Michael Palmer writes:
Robin Cook and I went to Wesleyan at the same time and later trained at Mass General Hospital at the same time as well. Spurred on by his success with Coma, I decided to see if I could write a book. A page or so a night, I did. When I had finished, friends who read it started encouraging me to "do something." I knew that an old high school chum was in New York and had (according to my mother) "something to do with books." Little did I know that the "something" she referred to was that Jim was one of the most revered editors in the business, about to become the president and publisher of William Morrow.
After a slightly strained phone call, my high school friend agreed to read my book with two provisos. (1) If it sucked (his word), I had to be ready for him to tell me so, and (2) I had to know in advance that it was going to. Jim hated my book. However, he told me, courses and editors and practice can teach people how to write. What they can't teach people is a sense of what's dramatic, and he was picking that sense up throughout my book. He referred me to three agents, and the first one on his list decided to sign me on provided I was willing to trash my book and start over. With her help and guidance I began work on what turned out to be an 80-page outline of The Sisterhood.
It took me almost a year and many tries to complete the outline, but my agent was able to sell it to a wonderful editor and teacher named Linda Grey at Bantam Books. She used several drafts of the actual book to teach me the nuts and bolts of writing a thriller. Finally, after about 5 drafts, the book was published (soft cover only), sold well over a million copies, got translated into 32 languages, spent two months on the Times List, and is now in its 36th printing.
So, that's how it happened. No pink slips . . . no rejections.
What have I learned after all these years? People who talk about the book they want to write don't ever get published. People who actually write their book sometimes do.
Michael Palmer, M.D. is the author of 11 novels, the most recent of which is The Society. He trained in internal medicine at Boston City and Massachusetts General Hospitals, spent twenty years as a full-time practitioner of internal and emergency medicine, and is now an associate director of the Massachusetts Medical Society's physician health program.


▸ **Brief**
Reproduce every record below, character by character.
--- Working data ---
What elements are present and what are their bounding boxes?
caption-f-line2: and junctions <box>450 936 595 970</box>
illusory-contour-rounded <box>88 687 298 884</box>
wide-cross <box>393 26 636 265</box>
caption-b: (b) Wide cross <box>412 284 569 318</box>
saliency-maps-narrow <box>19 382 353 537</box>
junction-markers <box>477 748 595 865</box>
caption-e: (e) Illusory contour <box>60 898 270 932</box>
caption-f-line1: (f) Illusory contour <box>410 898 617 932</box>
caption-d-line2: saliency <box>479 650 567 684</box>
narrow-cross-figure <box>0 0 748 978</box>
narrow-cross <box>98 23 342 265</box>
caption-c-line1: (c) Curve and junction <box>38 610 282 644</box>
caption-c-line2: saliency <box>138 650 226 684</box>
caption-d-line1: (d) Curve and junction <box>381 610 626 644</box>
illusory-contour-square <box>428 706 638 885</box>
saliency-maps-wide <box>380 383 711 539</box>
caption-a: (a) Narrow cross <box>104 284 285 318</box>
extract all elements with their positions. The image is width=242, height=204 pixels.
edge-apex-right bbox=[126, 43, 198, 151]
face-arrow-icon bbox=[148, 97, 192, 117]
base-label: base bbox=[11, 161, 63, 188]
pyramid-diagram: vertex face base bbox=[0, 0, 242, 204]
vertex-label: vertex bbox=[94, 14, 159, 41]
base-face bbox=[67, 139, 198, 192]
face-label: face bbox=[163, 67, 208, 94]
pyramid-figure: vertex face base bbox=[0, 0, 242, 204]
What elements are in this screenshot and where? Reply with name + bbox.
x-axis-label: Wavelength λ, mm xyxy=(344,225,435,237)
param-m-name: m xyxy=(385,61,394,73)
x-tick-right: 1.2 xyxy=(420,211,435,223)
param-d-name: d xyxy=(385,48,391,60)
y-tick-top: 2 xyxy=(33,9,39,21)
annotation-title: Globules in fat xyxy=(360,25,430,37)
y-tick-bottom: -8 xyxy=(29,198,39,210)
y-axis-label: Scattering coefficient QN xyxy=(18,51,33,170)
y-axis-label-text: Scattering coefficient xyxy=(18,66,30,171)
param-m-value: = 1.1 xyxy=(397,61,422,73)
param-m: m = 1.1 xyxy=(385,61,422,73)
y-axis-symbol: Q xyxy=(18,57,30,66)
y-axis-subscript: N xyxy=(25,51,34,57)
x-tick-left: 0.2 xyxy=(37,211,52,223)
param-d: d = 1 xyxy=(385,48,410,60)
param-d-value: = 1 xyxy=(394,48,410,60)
---
▸ **Your response**
What elements are present and what are their bounding boxes?
caption-f-line2: and junctions <box>450 936 595 970</box>
illusory-contour-rounded <box>88 687 298 884</box>
wide-cross <box>393 26 636 265</box>
caption-b: (b) Wide cross <box>412 284 569 318</box>
saliency-maps-narrow <box>19 382 353 537</box>
junction-markers <box>477 748 595 865</box>
caption-e: (e) Illusory contour <box>60 898 270 932</box>
caption-f-line1: (f) Illusory contour <box>410 898 617 932</box>
caption-d-line2: saliency <box>479 650 567 684</box>
narrow-cross-figure <box>0 0 748 978</box>
narrow-cross <box>98 23 342 265</box>
caption-c-line1: (c) Curve and junction <box>38 610 282 644</box>
caption-c-line2: saliency <box>138 650 226 684</box>
caption-d-line1: (d) Curve and junction <box>381 610 626 644</box>
illusory-contour-square <box>428 706 638 885</box>
saliency-maps-wide <box>380 383 711 539</box>
caption-a: (a) Narrow cross <box>104 284 285 318</box>
extract all elements with their positions. The image is width=242, height=204 pixels.
edge-apex-right bbox=[126, 43, 198, 151]
face-arrow-icon bbox=[148, 97, 192, 117]
base-label: base bbox=[11, 161, 63, 188]
pyramid-diagram: vertex face base bbox=[0, 0, 242, 204]
vertex-label: vertex bbox=[94, 14, 159, 41]
base-face bbox=[67, 139, 198, 192]
face-label: face bbox=[163, 67, 208, 94]
pyramid-figure: vertex face base bbox=[0, 0, 242, 204]
What elements are in this screenshot and where? Reply with name + bbox.
x-axis-label: Wavelength λ, mm xyxy=(344,225,435,237)
param-m-name: m xyxy=(385,61,394,73)
x-tick-right: 1.2 xyxy=(420,211,435,223)
param-d-name: d xyxy=(385,48,391,60)
y-tick-top: 2 xyxy=(33,9,39,21)
annotation-title: Globules in fat xyxy=(360,25,430,37)
y-tick-bottom: -8 xyxy=(29,198,39,210)
y-axis-label: Scattering coefficient QN xyxy=(18,51,33,170)
y-axis-label-text: Scattering coefficient xyxy=(18,66,30,171)
param-m-value: = 1.1 xyxy=(397,61,422,73)
param-m: m = 1.1 xyxy=(385,61,422,73)
y-axis-symbol: Q xyxy=(18,57,30,66)
y-axis-subscript: N xyxy=(25,51,34,57)
x-tick-left: 0.2 xyxy=(37,211,52,223)
param-d: d = 1 xyxy=(385,48,410,60)
param-d-value: = 1 xyxy=(394,48,410,60)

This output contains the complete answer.